A faithful transcription of the entries below is required.

^^^^

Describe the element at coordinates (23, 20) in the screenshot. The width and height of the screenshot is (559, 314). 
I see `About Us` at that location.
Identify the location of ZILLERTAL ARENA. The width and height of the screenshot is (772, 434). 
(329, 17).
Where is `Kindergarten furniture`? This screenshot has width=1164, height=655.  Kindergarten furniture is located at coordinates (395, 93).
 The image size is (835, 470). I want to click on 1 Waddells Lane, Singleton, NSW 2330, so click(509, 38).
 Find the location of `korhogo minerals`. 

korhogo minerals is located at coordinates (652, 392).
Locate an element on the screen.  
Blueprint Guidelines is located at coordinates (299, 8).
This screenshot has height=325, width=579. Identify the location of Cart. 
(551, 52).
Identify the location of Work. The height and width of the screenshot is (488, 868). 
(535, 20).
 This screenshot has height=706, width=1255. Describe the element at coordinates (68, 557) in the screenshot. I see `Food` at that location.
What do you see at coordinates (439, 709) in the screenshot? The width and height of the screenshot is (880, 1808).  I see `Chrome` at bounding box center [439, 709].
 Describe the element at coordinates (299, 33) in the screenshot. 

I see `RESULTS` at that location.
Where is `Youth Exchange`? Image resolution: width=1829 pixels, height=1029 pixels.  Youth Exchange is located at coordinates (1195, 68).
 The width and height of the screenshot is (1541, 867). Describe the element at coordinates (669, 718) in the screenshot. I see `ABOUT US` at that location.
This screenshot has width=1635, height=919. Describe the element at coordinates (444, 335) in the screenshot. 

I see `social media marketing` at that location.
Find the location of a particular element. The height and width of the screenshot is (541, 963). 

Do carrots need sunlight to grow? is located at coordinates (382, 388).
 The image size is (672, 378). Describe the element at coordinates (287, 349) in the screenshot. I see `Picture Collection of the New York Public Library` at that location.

^^^^

= ANSWER AREA =
Describe the element at coordinates (23, 20) in the screenshot. The width and height of the screenshot is (559, 314). 
I see `About Us` at that location.
Identify the location of ZILLERTAL ARENA. The width and height of the screenshot is (772, 434). 
(329, 17).
Where is `Kindergarten furniture`? This screenshot has width=1164, height=655.  Kindergarten furniture is located at coordinates (395, 93).
 The image size is (835, 470). I want to click on 1 Waddells Lane, Singleton, NSW 2330, so click(509, 38).
 Find the location of `korhogo minerals`. 

korhogo minerals is located at coordinates (652, 392).
Locate an element on the screen.  
Blueprint Guidelines is located at coordinates (299, 8).
This screenshot has height=325, width=579. Identify the location of Cart. 
(551, 52).
Identify the location of Work. The height and width of the screenshot is (488, 868). 
(535, 20).
 This screenshot has height=706, width=1255. Describe the element at coordinates (68, 557) in the screenshot. I see `Food` at that location.
What do you see at coordinates (439, 709) in the screenshot? The width and height of the screenshot is (880, 1808).  I see `Chrome` at bounding box center [439, 709].
 Describe the element at coordinates (299, 33) in the screenshot. 

I see `RESULTS` at that location.
Where is `Youth Exchange`? Image resolution: width=1829 pixels, height=1029 pixels.  Youth Exchange is located at coordinates (1195, 68).
 The width and height of the screenshot is (1541, 867). Describe the element at coordinates (669, 718) in the screenshot. I see `ABOUT US` at that location.
This screenshot has width=1635, height=919. Describe the element at coordinates (444, 335) in the screenshot. 

I see `social media marketing` at that location.
Find the location of a particular element. The height and width of the screenshot is (541, 963). 

Do carrots need sunlight to grow? is located at coordinates (382, 388).
 The image size is (672, 378). Describe the element at coordinates (287, 349) in the screenshot. I see `Picture Collection of the New York Public Library` at that location.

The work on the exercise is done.